The Essential Ingredient of Performance Management: Psychological Safety

Performance management and data-oriented cultures are built on a foundation of psychological safety.

What is Psychological Safety?

Amy Edmondson, Professor of Leadership and Management at Harvard Business School, defines psychological safety as "the belief that one will not be punished or humiliated for speaking up with ideas, questions, concerns, or mistakes, and that the team is safe for interpersonal risk-taking." It describes a team climate characterized by interpersonal trust and mutual respect.

The Role of Data in Performance Management

Data often uncovers hard truths about your city, staff, and community, creating new levels of discomfort for city employees. The performance management routine necessitates transparency and honesty about city operations and the people who run them. Historically, performance management programs or “stat” models used frameworks that often made staff feel “on the hot seat.” This method has been academically shown to be less effective than performance management programs rooted in collaboration and data curiosity.

Best Practices for Performance Management

To avoid becoming a punitive ritual, performance management should foster an environment where staff feel they can contribute without the threat of punishment or having their ideas held against them in the future. Staff must feel that they belong in the conversation, can make errors and learn from them, and that it is okay to challenge ideas. This type of psychological safety drives innovation and continuous improvement in cities.

Accountability and Transparency

Performance management routines should still hold staff accountable. Senior leaders need to use performance management as a tool to hold employees to the goals and initiatives set for the organization. Staff must diagnose and be transparent about their operational issues. If staff try to obfuscate or hide the extent of a problem, performance management can uncover what may really be going on through data and iterative conversations.

Collaborative Problem Solving

Performance management is about developing shared solutions that will be evaluated over time. City employees may not want to discuss problems without having ready solutions, but performance management is designed to work through data-informed, transparent, and collaborative problem solving.

Strategies for Embedding Psychological Safety

  1. Be the Backstop: Senior leaders should support staff who take risks to innovate, ensuring a level of tolerable failure.

  2. Communicate the PM Agenda: To avoid a “gotcha” session, inform staff in advance about the topics and data to be discussed.

  3. Assign Clear Ownership of Follow-Ups: Ensure specific follow-up tasks are assigned and documented to reduce ambiguity.

  4. Squash Negativity Cycles: Manage negativity to promote visioning and ‘what if’ thinking.

  5. Show Up Consistently: Regular attendance by Senior leaders at PM meetings builds trust in the process.

  6. Stay Curious: Ask questions and point out insights from the data without making staff feel inadequate.

  7. Involve Middle Management: Educate middle managers on the principles of psychological safety.

  8. Be Clear About the Past: Ensure staff know that past inaction will not be held against them.

  9. Cultivate a Learning Posture: Use mistakes as learning opportunities through retrospectives.

Ultimately, psychological safety in a performance management program facilitates talking honestly about city operations, being open to solutions from anyone with a good idea, and acknowledging and learning from failure, all essential elements to data-informed innovation.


Copy the records that follow exactly, leaving nothing out.

[Website and app data records]
——

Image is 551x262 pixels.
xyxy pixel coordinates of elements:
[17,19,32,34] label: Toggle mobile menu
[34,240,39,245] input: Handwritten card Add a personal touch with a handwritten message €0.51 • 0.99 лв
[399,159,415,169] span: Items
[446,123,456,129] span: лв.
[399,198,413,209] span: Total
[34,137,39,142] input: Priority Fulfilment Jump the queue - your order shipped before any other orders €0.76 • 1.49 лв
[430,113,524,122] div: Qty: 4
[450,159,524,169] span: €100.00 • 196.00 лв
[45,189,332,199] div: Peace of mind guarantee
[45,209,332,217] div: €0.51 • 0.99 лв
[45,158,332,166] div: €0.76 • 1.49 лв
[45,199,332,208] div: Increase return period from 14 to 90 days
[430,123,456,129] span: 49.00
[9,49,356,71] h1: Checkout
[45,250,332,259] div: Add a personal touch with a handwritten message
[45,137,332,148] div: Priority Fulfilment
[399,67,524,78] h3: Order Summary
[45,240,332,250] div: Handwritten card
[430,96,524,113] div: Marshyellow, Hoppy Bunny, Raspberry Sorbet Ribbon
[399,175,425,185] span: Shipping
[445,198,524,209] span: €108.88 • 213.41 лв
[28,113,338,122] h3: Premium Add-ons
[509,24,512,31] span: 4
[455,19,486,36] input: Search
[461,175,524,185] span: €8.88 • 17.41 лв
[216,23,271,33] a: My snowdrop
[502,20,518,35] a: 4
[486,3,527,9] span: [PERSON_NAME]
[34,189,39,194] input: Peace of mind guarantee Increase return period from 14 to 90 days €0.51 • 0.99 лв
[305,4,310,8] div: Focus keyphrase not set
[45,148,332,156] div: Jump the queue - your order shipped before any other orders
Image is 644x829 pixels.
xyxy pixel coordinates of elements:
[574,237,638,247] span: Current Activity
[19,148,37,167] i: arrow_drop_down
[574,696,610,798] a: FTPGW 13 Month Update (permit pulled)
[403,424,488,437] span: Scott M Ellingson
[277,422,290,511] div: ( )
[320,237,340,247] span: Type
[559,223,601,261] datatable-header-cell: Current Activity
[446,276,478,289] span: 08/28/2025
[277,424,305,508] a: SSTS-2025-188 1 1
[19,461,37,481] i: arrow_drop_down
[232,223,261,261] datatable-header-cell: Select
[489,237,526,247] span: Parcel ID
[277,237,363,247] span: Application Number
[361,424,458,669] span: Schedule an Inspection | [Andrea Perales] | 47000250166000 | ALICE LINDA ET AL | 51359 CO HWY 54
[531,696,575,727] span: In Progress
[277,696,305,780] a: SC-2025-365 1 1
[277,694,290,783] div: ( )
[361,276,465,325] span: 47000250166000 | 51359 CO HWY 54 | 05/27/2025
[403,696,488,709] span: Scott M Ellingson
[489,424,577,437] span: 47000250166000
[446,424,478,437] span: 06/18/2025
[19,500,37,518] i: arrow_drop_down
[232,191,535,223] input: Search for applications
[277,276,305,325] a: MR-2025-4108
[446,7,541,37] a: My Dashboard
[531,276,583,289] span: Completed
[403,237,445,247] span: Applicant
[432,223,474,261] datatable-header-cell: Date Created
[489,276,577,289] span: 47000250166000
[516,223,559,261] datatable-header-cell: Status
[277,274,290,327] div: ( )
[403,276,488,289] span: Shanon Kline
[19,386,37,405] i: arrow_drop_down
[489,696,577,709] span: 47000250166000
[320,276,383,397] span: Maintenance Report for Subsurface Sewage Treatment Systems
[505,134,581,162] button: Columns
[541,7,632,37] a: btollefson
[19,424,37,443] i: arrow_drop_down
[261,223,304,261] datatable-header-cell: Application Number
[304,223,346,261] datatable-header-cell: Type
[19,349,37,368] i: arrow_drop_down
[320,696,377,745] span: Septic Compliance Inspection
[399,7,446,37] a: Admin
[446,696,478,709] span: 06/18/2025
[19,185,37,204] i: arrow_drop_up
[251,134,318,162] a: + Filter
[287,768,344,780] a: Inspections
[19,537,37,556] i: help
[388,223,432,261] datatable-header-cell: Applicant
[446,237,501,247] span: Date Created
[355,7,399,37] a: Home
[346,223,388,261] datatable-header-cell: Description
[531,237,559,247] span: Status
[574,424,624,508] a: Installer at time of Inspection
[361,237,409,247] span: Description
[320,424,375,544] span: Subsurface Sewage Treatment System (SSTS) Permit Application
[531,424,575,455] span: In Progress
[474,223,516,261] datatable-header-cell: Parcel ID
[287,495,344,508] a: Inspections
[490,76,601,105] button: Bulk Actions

——

## WRITTEN SOLUTION
Image is 551x262 pixels.
xyxy pixel coordinates of elements:
[17,19,32,34] label: Toggle mobile menu
[34,240,39,245] input: Handwritten card Add a personal touch with a handwritten message €0.51 • 0.99 лв
[399,159,415,169] span: Items
[446,123,456,129] span: лв.
[399,198,413,209] span: Total
[34,137,39,142] input: Priority Fulfilment Jump the queue - your order shipped before any other orders €0.76 • 1.49 лв
[430,113,524,122] div: Qty: 4
[450,159,524,169] span: €100.00 • 196.00 лв
[45,189,332,199] div: Peace of mind guarantee
[45,209,332,217] div: €0.51 • 0.99 лв
[45,158,332,166] div: €0.76 • 1.49 лв
[45,199,332,208] div: Increase return period from 14 to 90 days
[430,123,456,129] span: 49.00
[9,49,356,71] h1: Checkout
[45,250,332,259] div: Add a personal touch with a handwritten message
[45,137,332,148] div: Priority Fulfilment
[399,67,524,78] h3: Order Summary
[45,240,332,250] div: Handwritten card
[430,96,524,113] div: Marshyellow, Hoppy Bunny, Raspberry Sorbet Ribbon
[399,175,425,185] span: Shipping
[445,198,524,209] span: €108.88 • 213.41 лв
[28,113,338,122] h3: Premium Add-ons
[509,24,512,31] span: 4
[455,19,486,36] input: Search
[461,175,524,185] span: €8.88 • 17.41 лв
[216,23,271,33] a: My snowdrop
[502,20,518,35] a: 4
[486,3,527,9] span: [PERSON_NAME]
[34,189,39,194] input: Peace of mind guarantee Increase return period from 14 to 90 days €0.51 • 0.99 лв
[305,4,310,8] div: Focus keyphrase not set
[45,148,332,156] div: Jump the queue - your order shipped before any other orders
Image is 644x829 pixels.
xyxy pixel coordinates of elements:
[574,237,638,247] span: Current Activity
[19,148,37,167] i: arrow_drop_down
[574,696,610,798] a: FTPGW 13 Month Update (permit pulled)
[403,424,488,437] span: Scott M Ellingson
[277,422,290,511] div: ( )
[320,237,340,247] span: Type
[559,223,601,261] datatable-header-cell: Current Activity
[446,276,478,289] span: 08/28/2025
[277,424,305,508] a: SSTS-2025-188 1 1
[19,461,37,481] i: arrow_drop_down
[232,223,261,261] datatable-header-cell: Select
[489,237,526,247] span: Parcel ID
[277,237,363,247] span: Application Number
[361,424,458,669] span: Schedule an Inspection | [Andrea Perales] | 47000250166000 | ALICE LINDA ET AL | 51359 CO HWY 54
[531,696,575,727] span: In Progress
[277,696,305,780] a: SC-2025-365 1 1
[277,694,290,783] div: ( )
[361,276,465,325] span: 47000250166000 | 51359 CO HWY 54 | 05/27/2025
[403,696,488,709] span: Scott M Ellingson
[489,424,577,437] span: 47000250166000
[446,424,478,437] span: 06/18/2025
[19,500,37,518] i: arrow_drop_down
[232,191,535,223] input: Search for applications
[277,276,305,325] a: MR-2025-4108
[446,7,541,37] a: My Dashboard
[531,276,583,289] span: Completed
[403,237,445,247] span: Applicant
[432,223,474,261] datatable-header-cell: Date Created
[489,276,577,289] span: 47000250166000
[516,223,559,261] datatable-header-cell: Status
[277,274,290,327] div: ( )
[403,276,488,289] span: Shanon Kline
[19,386,37,405] i: arrow_drop_down
[489,696,577,709] span: 47000250166000
[320,276,383,397] span: Maintenance Report for Subsurface Sewage Treatment Systems
[505,134,581,162] button: Columns
[541,7,632,37] a: btollefson
[19,424,37,443] i: arrow_drop_down
[261,223,304,261] datatable-header-cell: Application Number
[304,223,346,261] datatable-header-cell: Type
[19,349,37,368] i: arrow_drop_down
[320,696,377,745] span: Septic Compliance Inspection
[399,7,446,37] a: Admin
[446,696,478,709] span: 06/18/2025
[19,185,37,204] i: arrow_drop_up
[251,134,318,162] a: + Filter
[287,768,344,780] a: Inspections
[19,537,37,556] i: help
[388,223,432,261] datatable-header-cell: Applicant
[446,237,501,247] span: Date Created
[355,7,399,37] a: Home
[346,223,388,261] datatable-header-cell: Description
[531,237,559,247] span: Status
[574,424,624,508] a: Installer at time of Inspection
[361,237,409,247] span: Description
[320,424,375,544] span: Subsurface Sewage Treatment System (SSTS) Permit Application
[531,424,575,455] span: In Progress
[474,223,516,261] datatable-header-cell: Parcel ID
[287,495,344,508] a: Inspections
[490,76,601,105] button: Bulk Actions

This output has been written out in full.